Yelp should be more like Netflix

I don’t use Netflix any more, but when I did, I liked how it tried to guess what you might like based on how you rated things. They would look at people who rated things similarly to you and then say something like “85% of people with tastes similar to yours also liked this movie.” (I don’t remember exactly how it was phrased.)

When Yelp just started getting popular, it was the best restaurant-rating resource around. Now, though, I’m finding the reviews to be less and less useful. Even if a restaurant gets an average of 5 stars, I have no idea if it’ll be excellent, good, fair, or terrible. Really. No idea.

The problem is I don’t know what reviews to trust. If you get a few reviews saying “This is the best gnocchi I’ve ever had” and a bunch saying “The pasta is bland and tasteless,” which ones do you believe? What if you have ten reviews all saying the sushi is the best, but you’re really picky about sushi and so you don’t know what “best” means to these people?

The solution is obvious, and I don’t know if it’s too much effort for Yelp to implement, but they should allow you to rate restaurants (without necessarily writing reviews) and then try to recommend restaurants to you based on how people who have similar tastes rated those restaurants.

For example, let’s say I’m in San Diego and have no idea where to eat. I go to Yelp and search for restaurants in San Diego. Instead of a bunch of random restaurants coming back with average review ratings of 5 or 4, only targeted restaurants would appear in my results, based on how those reviewers’ ratings on other restaurants compared to my ratings or the ratings of those similar to those with my ratings. That’d be awesome.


__What is expected__: Count every line in the data below where the word "down" appears, then state only that count.

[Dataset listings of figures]
========

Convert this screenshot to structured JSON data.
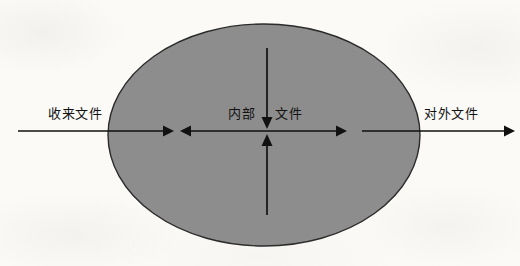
{
  "diagram": {
    "type": "flow-diagram",
    "canvas": {
      "width": 520,
      "height": 266
    },
    "background_color": "#fbfaf7",
    "shape": {
      "name": "organization-boundary-ellipse",
      "kind": "ellipse",
      "center_x": 264,
      "center_y": 135,
      "radius_x": 156,
      "radius_y": 111,
      "fill_color": "#8d8d8d",
      "stroke_color": "#2b2b2b"
    },
    "labels": {
      "incoming": "收来文件",
      "internal": "内部",
      "document": "文件",
      "outgoing": "对外文件"
    },
    "arrows": [
      {
        "name": "incoming-arrow",
        "label": "收来文件",
        "direction": "right",
        "from": [
          18,
          131
        ],
        "to": [
          170,
          131
        ]
      },
      {
        "name": "internal-left-arrow",
        "label": "内部",
        "direction": "left",
        "from": [
          264,
          131
        ],
        "to": [
          184,
          131
        ]
      },
      {
        "name": "internal-right-arrow",
        "label": "文件",
        "direction": "right",
        "from": [
          264,
          131
        ],
        "to": [
          343,
          131
        ]
      },
      {
        "name": "outgoing-arrow",
        "label": "对外文件",
        "direction": "right",
        "from": [
          362,
          131
        ],
        "to": [
          513,
          131
        ]
      },
      {
        "name": "internal-down-arrow",
        "label": "内部文件",
        "direction": "down",
        "from": [
          267,
          48
        ],
        "to": [
          267,
          131
        ]
      },
      {
        "name": "internal-up-arrow",
        "label": "内部文件",
        "direction": "up",
        "from": [
          267,
          215
        ],
        "to": [
          267,
          131
        ]
      }
    ]
  }
}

========

__Exercise response__: 2